Examples of strong vs. weak verification:

| Weak (vague) | Strong (verifiable) |
|---|---|
| "Add validation" | "Write tests for invalid inputs, then make them pass" |
| "Fix the bug" | "Write a test that reproduces it, then make it pass" |
| "Refactor X" | "Ensure tests pass before and after, diff shows no behavior change" |
| "Make it work" | "Endpoint returns 200 with expected JSON; integration test passes" |

Strong success criteria let the agent loop independently. Weak criteria require constant clarification.

This is a **recommendation, not a mandate**. Use test-first when:
- The expected behavior is clear and can be expressed as assertions before coding
- The change is a new function, endpoint, or feature (not a refactor or bug fix)
- The project has good test infrastructure that makes writing tests easy

Do not force test-first when:
- The change is exploratory and the API shape is still being discovered
- The test infrastructure would require significant setup to write a meaningful test
- The task is classified as Small and the change is trivial (e.g., config value update)

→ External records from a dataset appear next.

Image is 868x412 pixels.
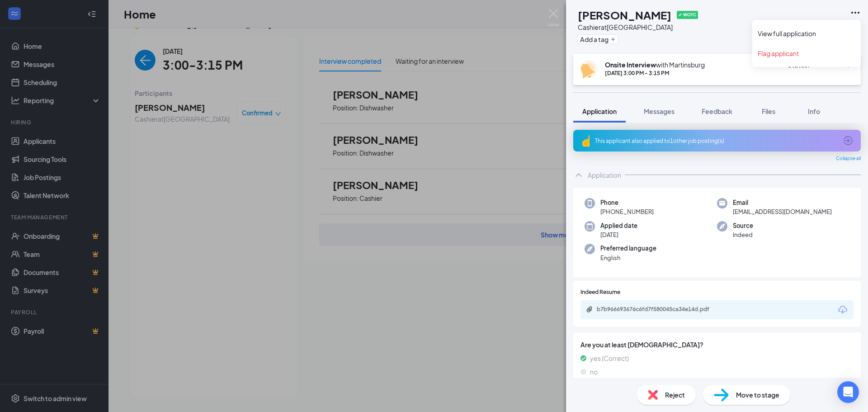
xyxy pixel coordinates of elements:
span: Messages [644,107,675,115]
span: yes (Correct) [590,354,629,363]
span: Phone [600,198,654,207]
span: ✔ WOTC [677,10,698,19]
span: Preferred language [600,244,656,253]
span: Applied date [600,221,637,231]
span: Move to stage [737,390,779,401]
h1: [PERSON_NAME] [578,8,672,23]
span: Collapse all [837,155,861,162]
span: Are you at least [DEMOGRAPHIC_DATA]? [580,340,854,350]
span: [PHONE_NUMBER] [600,207,654,216]
div: b7b966693676c6fd7f580045ca34e14d.pdf [597,306,723,313]
div: Cashier at [GEOGRAPHIC_DATA] [578,23,698,31]
div: This applicant also applied to 1 other job posting(s) [595,137,838,145]
b: Onsite Interview [605,61,656,69]
span: Email [733,198,832,207]
div: Application [588,171,621,179]
svg: Plus [611,36,616,42]
div: [DATE] 3:00 PM - 3:15 PM [605,70,705,77]
svg: ChevronUp [574,170,584,180]
button: PlusAdd a tag [578,34,618,44]
span: Indeed Resume [580,288,620,297]
div: Open Intercom Messenger [838,381,859,403]
span: Application [582,107,616,115]
div: with Martinsburg [605,60,705,70]
a: Paperclipb7b966693676c6fd7f580045ca34e14d.pdf [586,306,733,315]
span: Feedback [702,107,733,115]
span: Info [808,107,820,115]
span: Files [762,107,776,115]
span: Source [733,221,754,231]
span: [EMAIL_ADDRESS][DOMAIN_NAME] [733,207,832,216]
span: Indeed [733,231,754,239]
svg: ArrowCircle [843,135,854,146]
span: Reject [665,390,685,401]
span: English [600,254,656,262]
span: [DATE] [600,231,637,239]
span: no [590,367,598,377]
a: View full application [758,29,856,38]
svg: Paperclip [586,306,594,313]
svg: Ellipses [850,8,861,18]
svg: Download [838,304,848,316]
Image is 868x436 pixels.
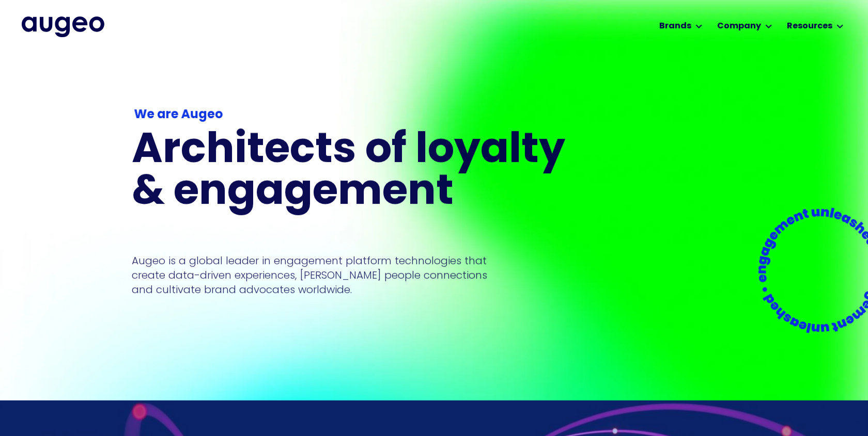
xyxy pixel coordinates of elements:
[132,253,487,297] p: Augeo is a global leader in engagement platform technologies that create data-driven experiences,...
[22,17,104,37] img: Augeo's full logo in midnight blue.
[22,17,104,37] a: home
[132,130,578,214] h1: Architects of loyalty & engagement
[659,20,691,33] div: Brands
[717,20,761,33] div: Company
[787,20,832,33] div: Resources
[134,106,575,124] div: We are Augeo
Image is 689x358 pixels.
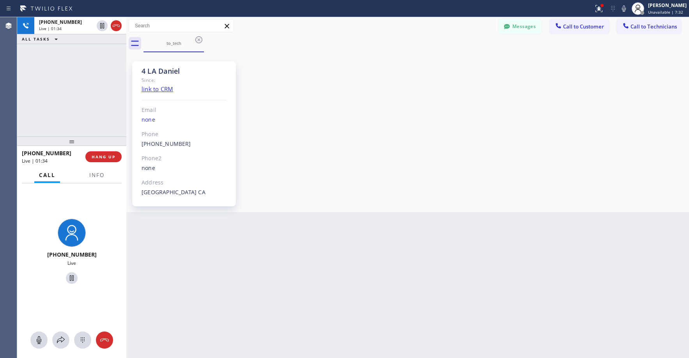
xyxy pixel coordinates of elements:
[30,331,48,349] button: Mute
[142,76,227,85] div: Since:
[67,260,76,266] span: Live
[142,178,227,187] div: Address
[97,20,108,31] button: Hold Customer
[630,23,677,30] span: Call to Technicians
[47,251,97,258] span: [PHONE_NUMBER]
[144,40,203,46] div: to_tech
[142,85,173,93] a: link to CRM
[142,154,227,163] div: Phone2
[96,331,113,349] button: Hang up
[563,23,604,30] span: Call to Customer
[22,149,71,157] span: [PHONE_NUMBER]
[499,19,542,34] button: Messages
[618,3,629,14] button: Mute
[34,168,60,183] button: Call
[39,172,55,179] span: Call
[52,331,69,349] button: Open directory
[92,154,115,159] span: HANG UP
[129,19,234,32] input: Search
[648,2,687,9] div: [PERSON_NAME]
[142,140,191,147] a: [PHONE_NUMBER]
[39,19,82,25] span: [PHONE_NUMBER]
[39,26,62,31] span: Live | 01:34
[85,168,109,183] button: Info
[142,115,227,124] div: none
[66,272,78,284] button: Hold Customer
[142,188,227,197] div: [GEOGRAPHIC_DATA] CA
[17,34,66,44] button: ALL TASKS
[22,36,50,42] span: ALL TASKS
[142,67,227,76] div: 4 LA Daniel
[549,19,609,34] button: Call to Customer
[617,19,681,34] button: Call to Technicians
[142,106,227,115] div: Email
[85,151,122,162] button: HANG UP
[74,331,91,349] button: Open dialpad
[22,158,48,164] span: Live | 01:34
[142,164,227,173] div: none
[648,9,683,15] span: Unavailable | 7:32
[111,20,122,31] button: Hang up
[142,130,227,139] div: Phone
[89,172,104,179] span: Info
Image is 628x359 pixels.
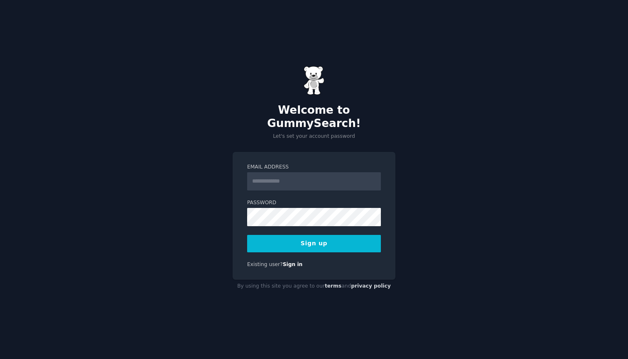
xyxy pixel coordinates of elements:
[247,164,381,171] label: Email Address
[247,235,381,253] button: Sign up
[351,283,391,289] a: privacy policy
[283,262,303,268] a: Sign in
[247,262,283,268] span: Existing user?
[325,283,342,289] a: terms
[304,66,325,95] img: Gummy Bear
[233,280,396,293] div: By using this site you agree to our and
[233,104,396,130] h2: Welcome to GummySearch!
[233,133,396,140] p: Let's set your account password
[247,199,381,207] label: Password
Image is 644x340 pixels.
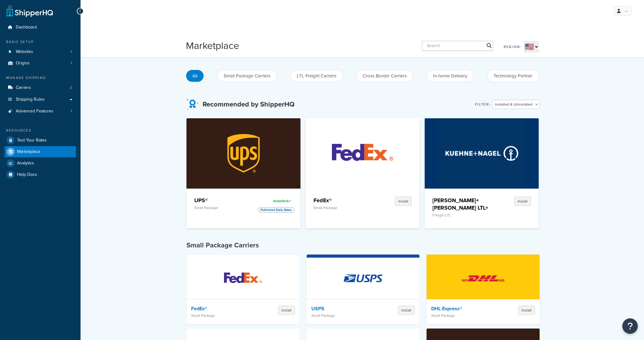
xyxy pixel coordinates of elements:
[5,146,76,157] a: Marketplace
[306,119,419,228] a: FedEx®FedEx®Small PackageInstall
[194,206,253,210] p: Small Package
[314,206,372,210] p: Small Package
[398,306,415,315] button: Install
[216,257,270,300] img: FedEx®
[200,119,288,188] img: UPS®
[395,197,412,206] button: Install
[186,255,300,324] a: FedEx®FedEx®Small PackageInstall
[5,106,76,117] a: Advanced Features1
[16,49,33,54] span: Websites
[314,197,372,204] h4: FedEx®
[487,70,539,82] button: Technology Partner
[17,161,34,166] span: Analytics
[16,109,53,114] span: Advanced Features
[5,46,76,57] li: Websites
[427,255,540,324] a: DHL Express®DHL Express®Small PackageInstall
[427,70,474,82] button: In-home Delivery
[191,313,255,318] p: Small Package
[425,119,539,228] a: Kuehne+Nagel LTL+[PERSON_NAME]+[PERSON_NAME] LTL+Freight LTLInstall
[5,57,76,69] li: Origins
[456,257,510,300] img: DHL Express®
[17,149,41,154] span: Marketplace
[5,39,76,45] div: Basic Setup
[5,128,76,133] div: Resources
[422,41,493,51] input: Search
[278,306,295,315] button: Install
[432,197,491,212] h4: [PERSON_NAME]+[PERSON_NAME] LTL+
[311,306,375,312] h4: USPS
[16,25,37,30] span: Dashboard
[5,169,76,180] a: Help Docs
[203,100,295,108] h3: Recommended by ShipperHQ
[71,60,72,66] span: 1
[5,82,76,94] li: Carriers
[307,255,419,324] a: USPSUSPSSmall PackageInstall
[186,70,204,82] button: All
[438,119,525,188] img: Kuehne+Nagel LTL+
[311,313,375,318] p: Small Package
[258,197,293,205] div: Installed
[16,60,30,66] span: Origins
[217,70,277,82] button: Small Package Carriers
[319,119,406,188] img: FedEx®
[356,70,413,82] button: Cross Border Carriers
[5,57,76,69] a: Origins1
[336,257,390,300] img: USPS
[191,306,255,312] h4: FedEx®
[5,106,76,117] li: Advanced Features
[17,138,47,143] span: Test Your Rates
[16,97,45,102] span: Shipping Rules
[504,42,522,51] label: Region:
[432,213,491,217] p: Freight LTL
[518,306,535,315] button: Install
[71,109,72,114] span: 1
[5,46,76,57] a: Websites1
[291,70,343,82] button: LTL Freight Carriers
[622,318,638,334] button: Open Resource Center
[475,100,491,109] label: Filter:
[5,82,76,94] a: Carriers2
[5,94,76,105] a: Shipping Rules
[5,75,76,80] div: Manage Shipping
[186,241,540,250] h4: Small Package Carriers
[258,207,295,213] span: Published Daily Rates
[17,172,37,177] span: Help Docs
[431,306,495,312] h4: DHL Express®
[514,197,531,206] button: Install
[5,157,76,169] a: Analytics
[71,49,72,54] span: 1
[16,85,31,90] span: Carriers
[431,313,495,318] p: Small Package
[186,39,239,53] h1: Marketplace
[186,119,300,228] a: UPS®UPS®Small PackageInstalledPublished Daily Rates
[5,22,76,33] a: Dashboard
[5,135,76,146] a: Test Your Rates
[194,197,253,204] h4: UPS®
[70,85,72,90] span: 2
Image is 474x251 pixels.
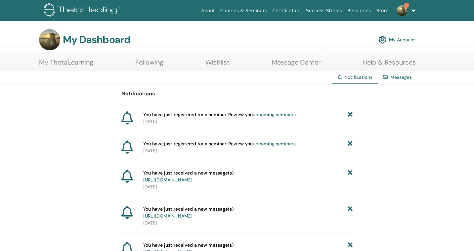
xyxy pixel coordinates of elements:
p: [DATE] [143,147,353,154]
a: Resources [345,5,374,17]
a: upcoming seminars [253,111,296,117]
a: Message Center [272,58,321,71]
a: upcoming seminars [253,141,296,147]
p: [DATE] [143,118,353,125]
img: logo.png [44,3,123,18]
img: cog.svg [378,34,386,45]
span: You have just registered for a seminar. Review you [143,140,296,147]
img: default.jpg [397,5,407,16]
a: Messages [390,74,412,80]
a: My ThetaLearning [39,58,93,71]
span: Notifications [344,74,372,80]
span: You have just received a new message(s) [143,169,234,183]
a: Certification [270,5,303,17]
a: Store [374,5,391,17]
h3: My Dashboard [63,34,130,46]
a: Following [135,58,163,71]
p: [DATE] [143,219,353,226]
img: default.jpg [39,29,60,50]
span: 2 [404,3,409,8]
a: [URL][DOMAIN_NAME] [143,213,192,219]
p: Notifications [121,90,353,98]
p: [DATE] [143,183,353,190]
a: Success Stories [303,5,345,17]
a: About [198,5,217,17]
a: Help & Resources [363,58,416,71]
a: Courses & Seminars [218,5,270,17]
a: My Account [378,32,415,47]
a: [URL][DOMAIN_NAME] [143,177,192,183]
span: You have just registered for a seminar. Review you [143,111,296,118]
span: You have just received a new message(s) [143,205,234,219]
a: Wishlist [205,58,230,71]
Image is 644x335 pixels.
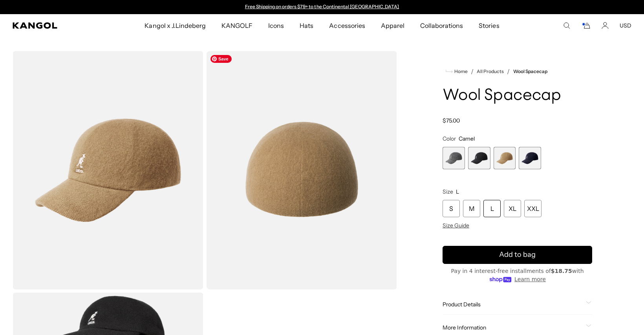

## Identifying the test command

Check in order:

1. `Makefile` or `Taskfile.yml` → look for `test`, `lint`, `check` targets
2. `package.json` → `scripts.test`, `scripts.lint`
3. `pyproject.toml` / `setup.cfg` → pytest configuration
4. `go.mod` → `go test ./...`
5. `Cargo.toml` → `cargo test`
6. `pom.xml` / `build.gradle` → `mvn test` / `gradle test`
7. Repository documentation (for example `README.md`, `CONTRIBUTING.md`, or the adoption guide) → validation or verification commands

If no test command is identifiable, state that explicitly.

## Use this skill when

- You have just written or modified code
- A previous code generation did not include a verification step
- The user reports that generated code does not compile or pass tests

## How to know it's working (auditable)

All conditions below must be verifiable from task artifacts:

- **Execution evidence**: output lists executed test/lint commands, not planned commands.
- **Loop evidence**: each failed run is followed by a fix and re-run until pass or escalation.
- **Escalation evidence**: recurring error is escalated after 3 failed attempts with attempt history.
- **Final-state evidence**: output reports test counts/results and remaining warnings.

## Conformance self-check

- [ ] Each test case was assigned a category (MFT / INV / DIR) before being written
- [ ] No test spans more than one category — single-category constraint satisfied
- [ ] Coverage per category was listed after test generation (Medium: ≥ 2 categories; Large: ≥ 3)
- [ ] Any absent category was stated with justification, not silently omitted
- [ ] Tests were actually executed (not just planned)
- [ ] The test scope matches the task scale (Small: targeted, Medium: module, Large: full suite)
- [ ] All failures were addressed (fixed or escalated), not silently ignored
- [ ] The final test state is reported (tests run, pass count, warnings)
- [ ] No tests were deleted or disabled to achieve a passing state

## Common misuses

- **Running too broad a test suite for Small tasks** — running the full CI suite for a one-line change wastes time and obscures signal. Use the narrowest scope first.
- **Accepting a passing test after deleting the failing test** — a passing green bar is not evidence of correctness if tests were removed to achieve it.
- **Stopping after the first passing run** — always run lint after tests pass, and confirm neither introduces new warnings.
- **Treating `not-run` as `pass`** — if no test command is found, the skip must be explicitly noted in the trace. It does not count as a passing validation.
- **Counting a no-op re-run as a fix attempt** — if the second attempt is identical to the first, it is not a new attempt; it is wasted time. Change the approach before re-running.